** GOAL OF THE EXERCISE **
Where an entry below contains an image, skip the image and copy the rest exactly.

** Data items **

——

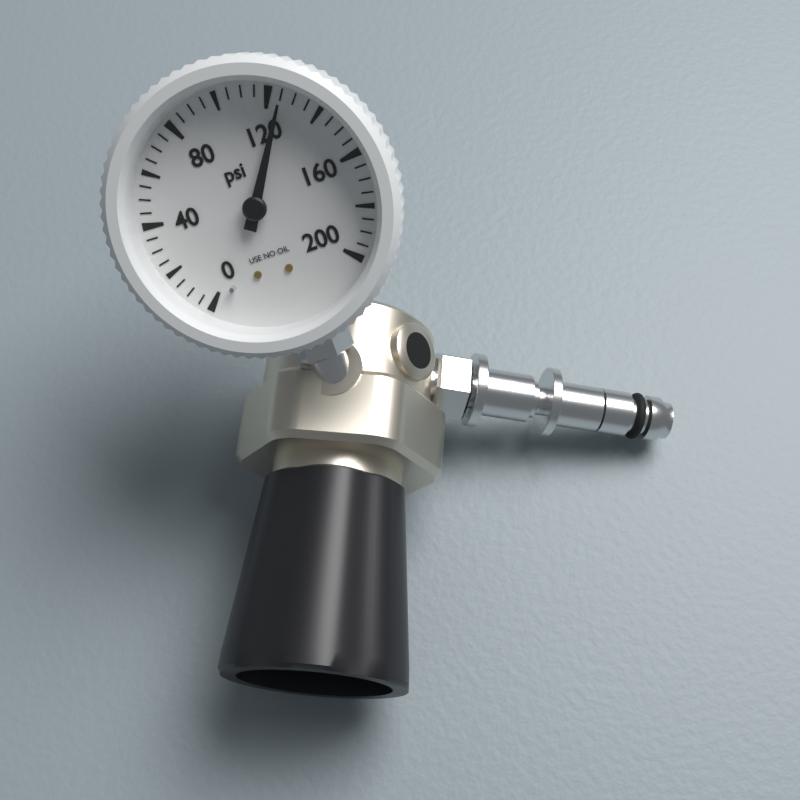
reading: 125 psi
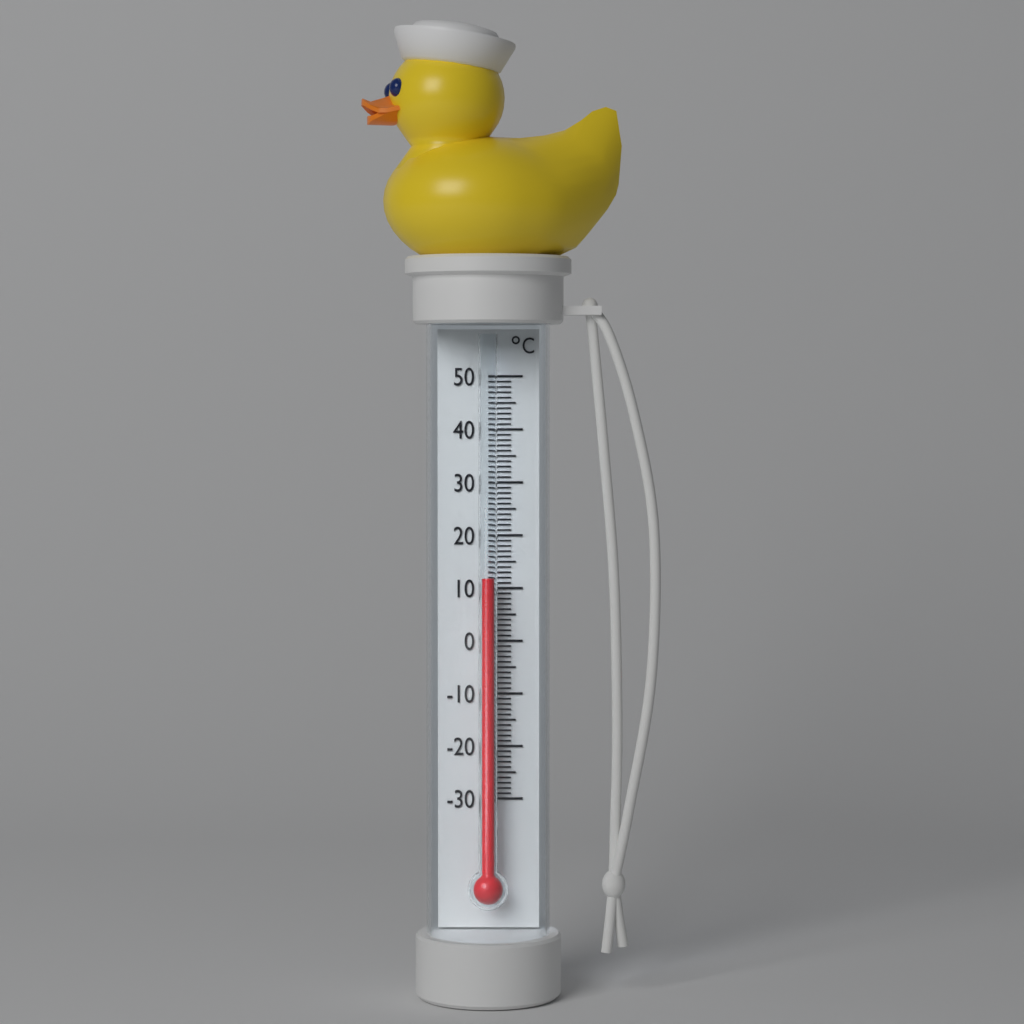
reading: 12 °C
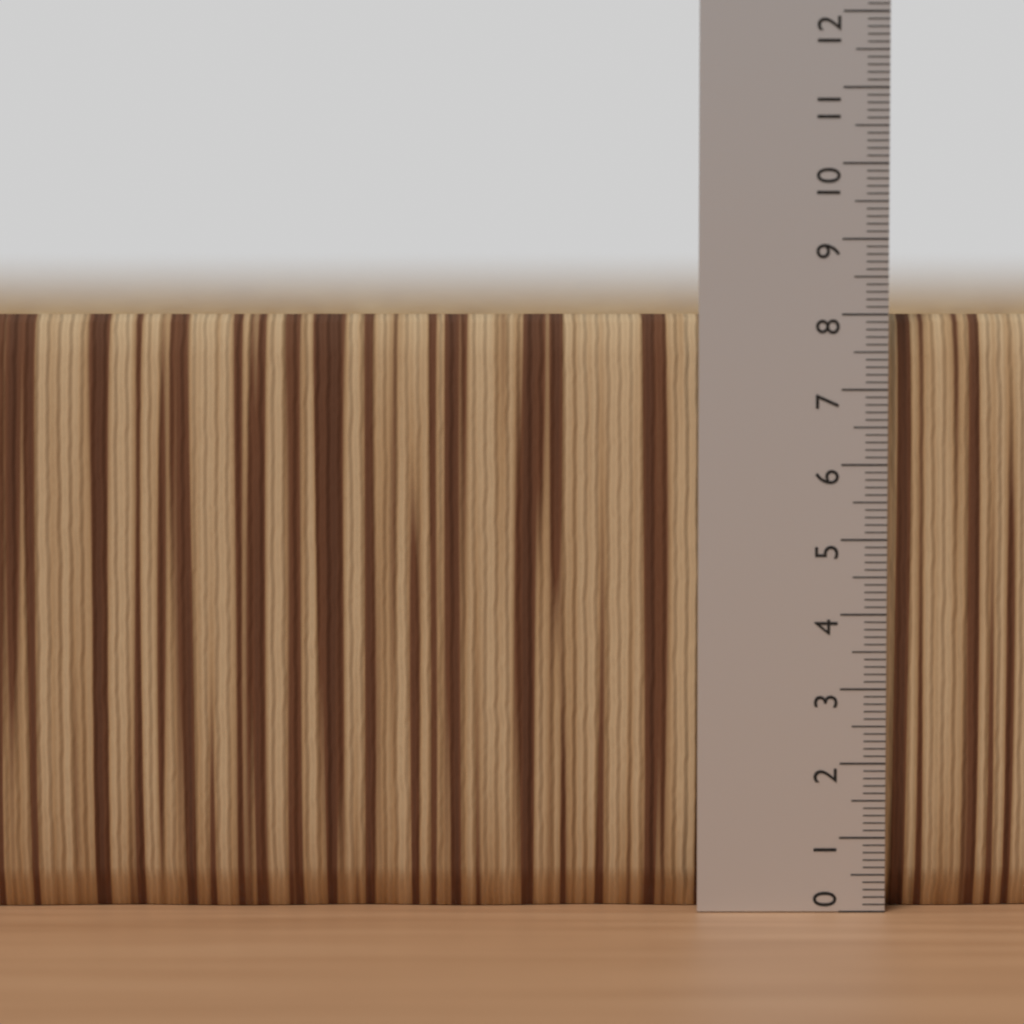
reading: 8.0 (no unit)
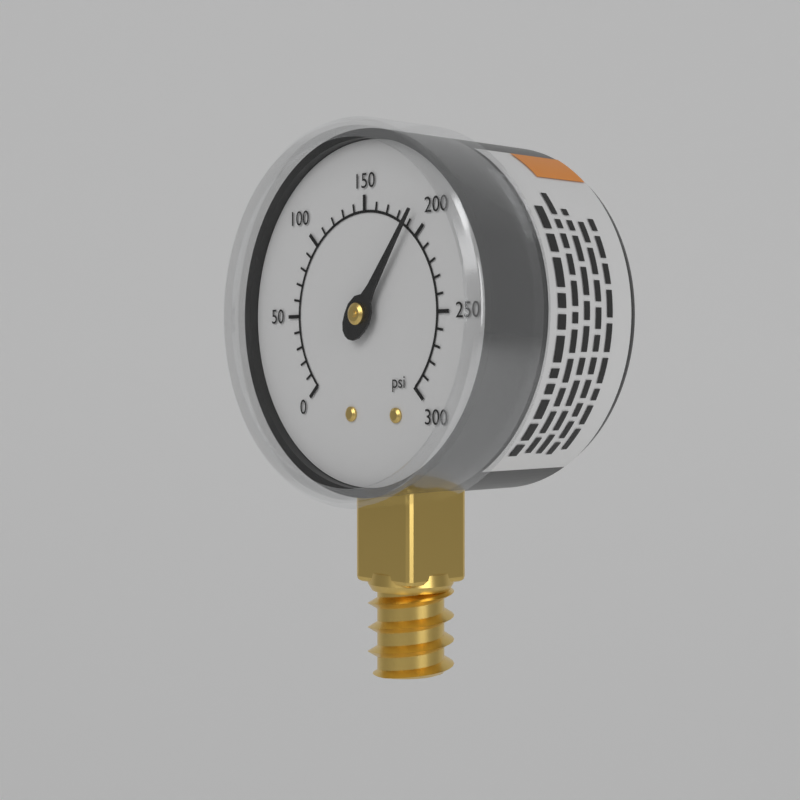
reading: 190 psi
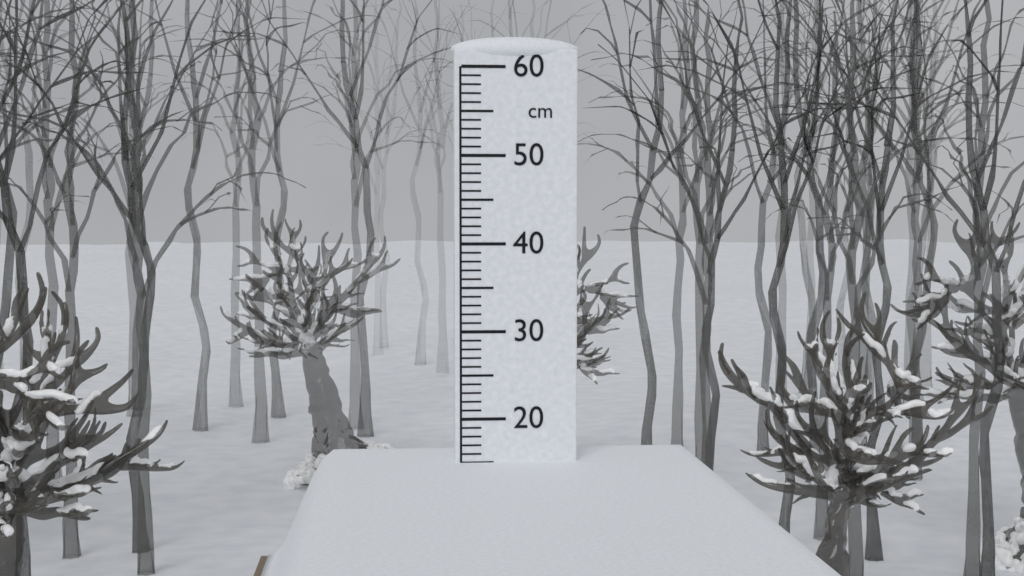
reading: 15 cm
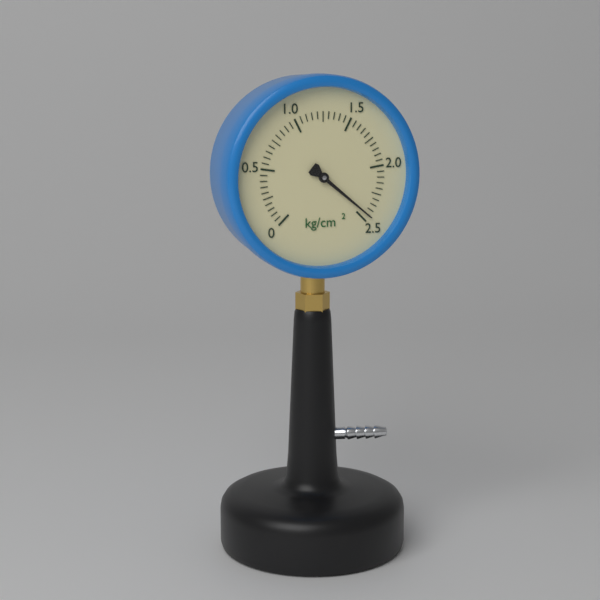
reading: 2.45 kg/cm²
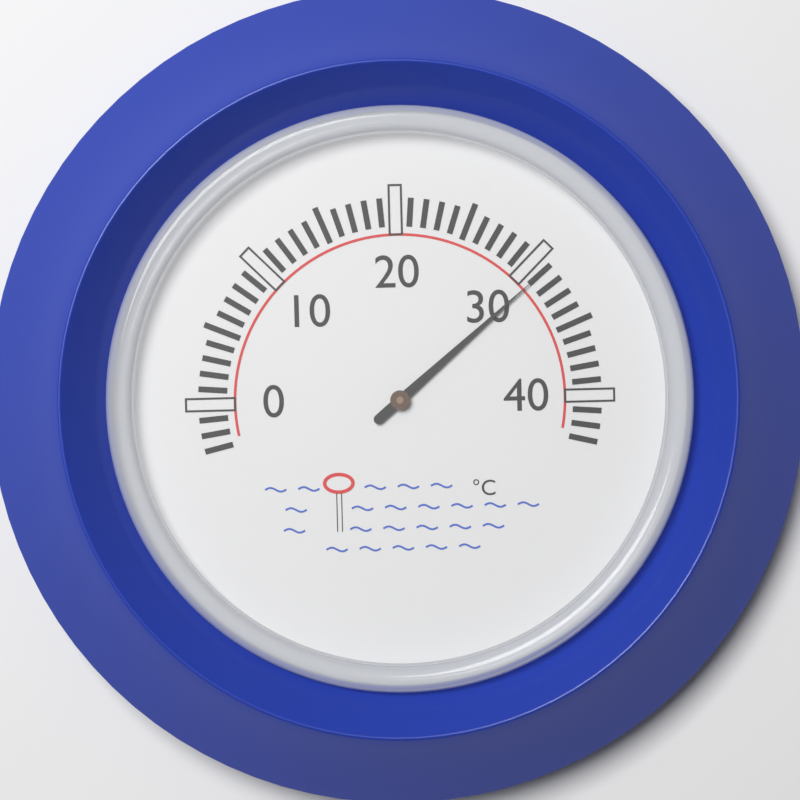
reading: 31 °C
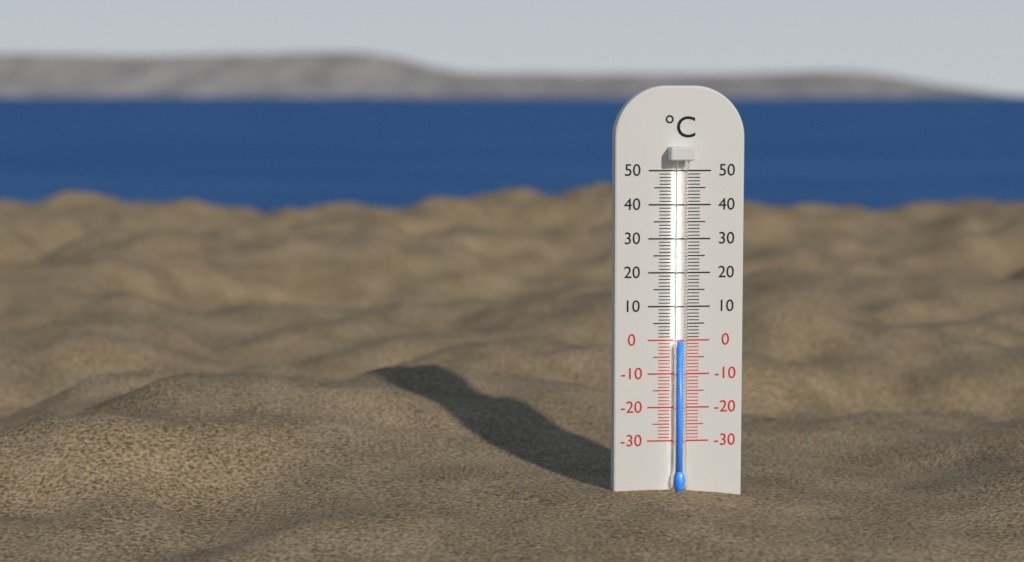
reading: 0 °C
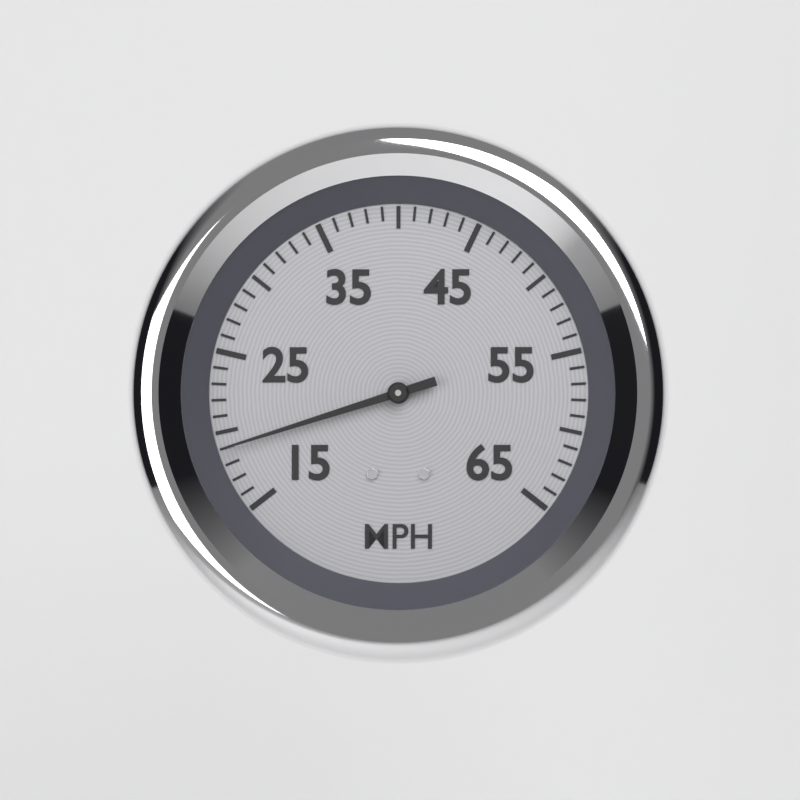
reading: 19 MPH
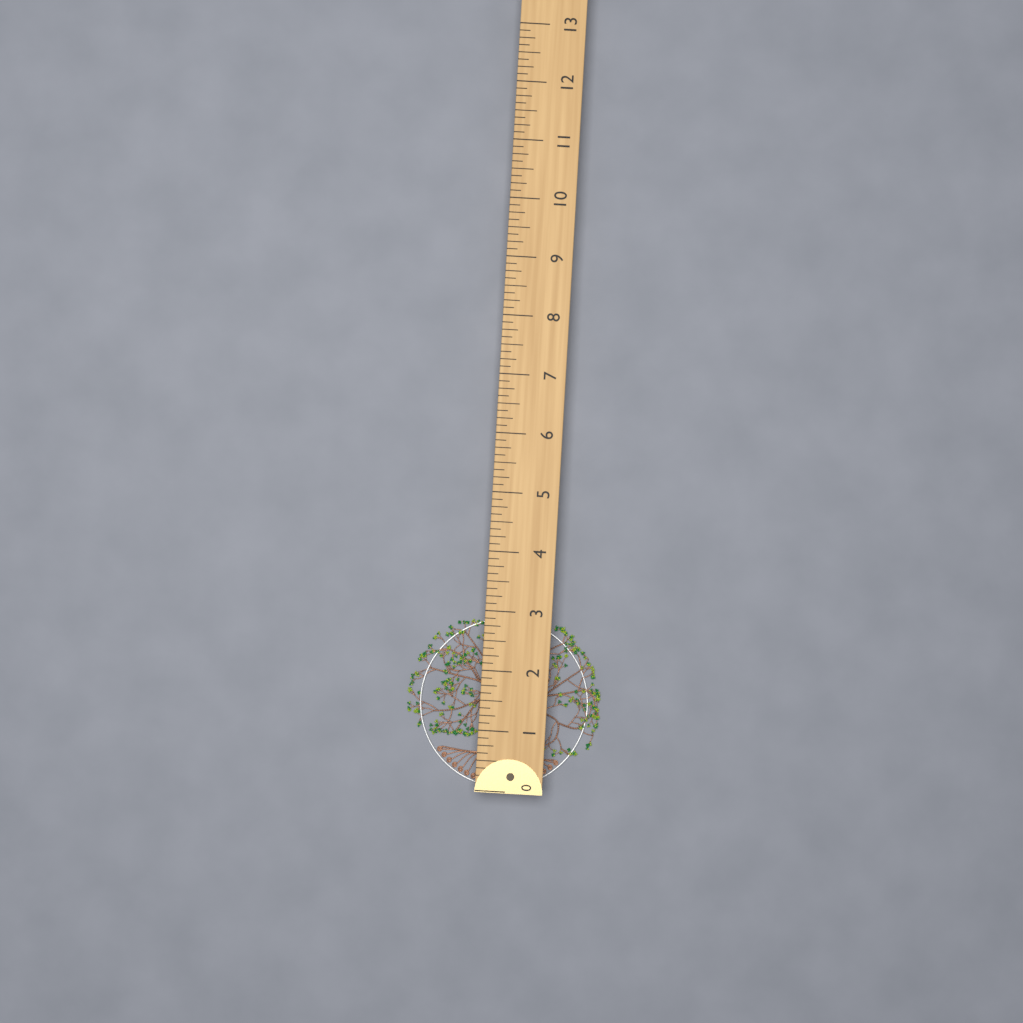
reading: 2.875 (no unit)
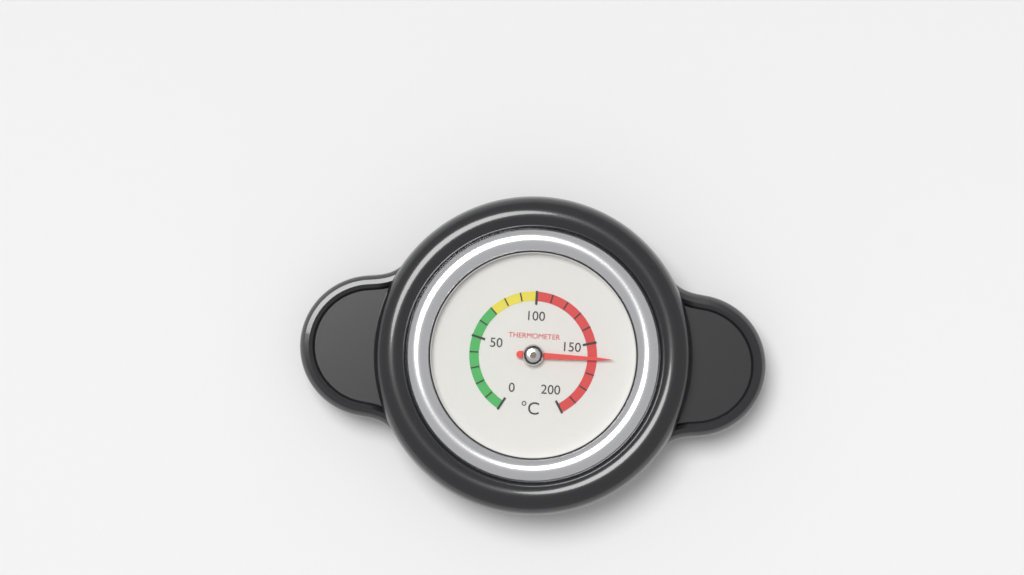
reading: 160 °C
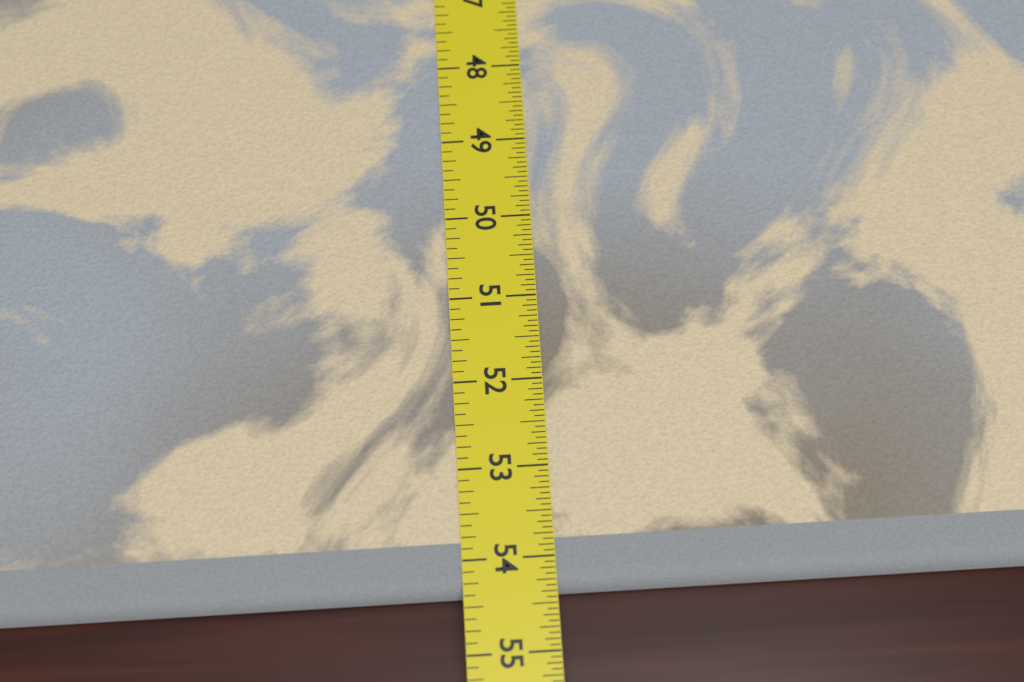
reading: 54.3750 in
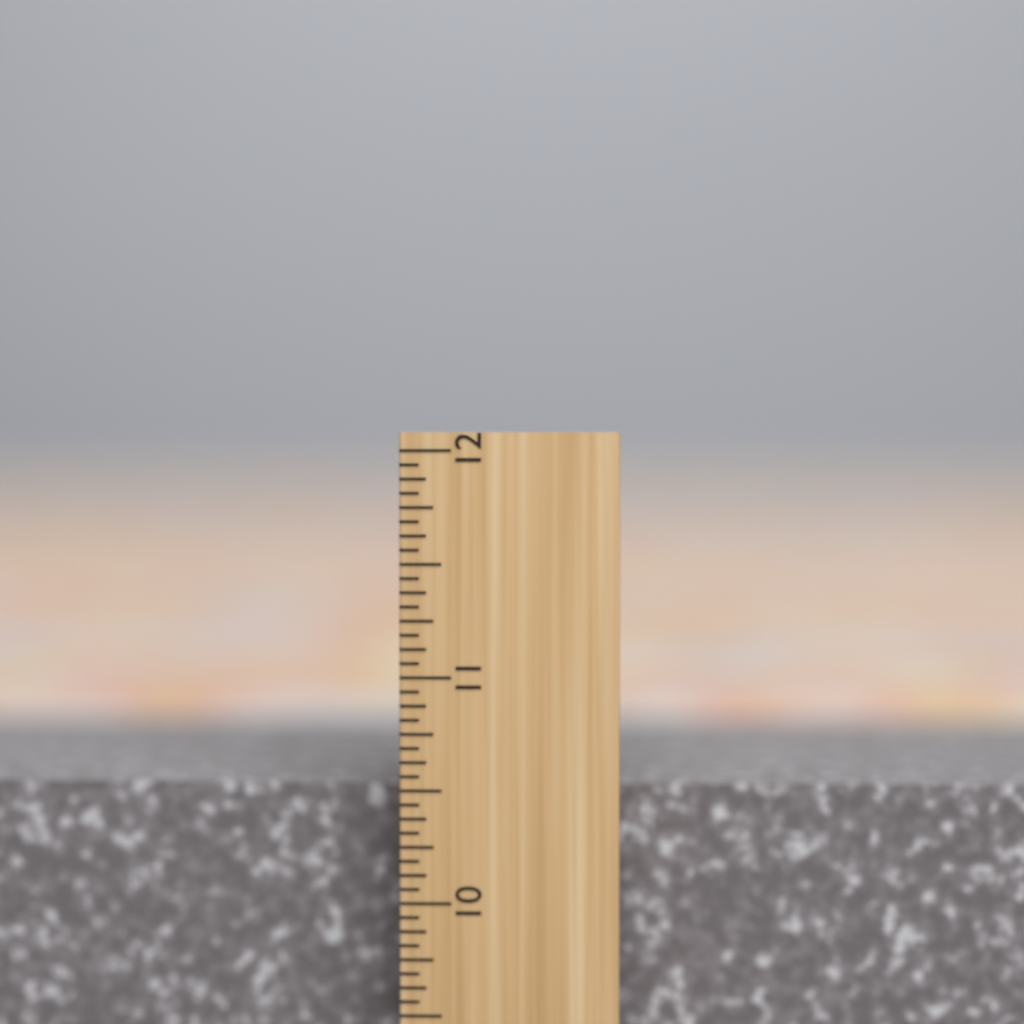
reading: 10.5000 inch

——

** EXERCISE RESPONSE **
reading: 125 psi
reading: 12 °C
reading: 8.0 (no unit)
reading: 190 psi
reading: 15 cm
reading: 2.45 kg/cm²
reading: 31 °C
reading: 0 °C
reading: 19 MPH
reading: 2.875 (no unit)
reading: 160 °C
reading: 54.3750 in
reading: 10.5000 inch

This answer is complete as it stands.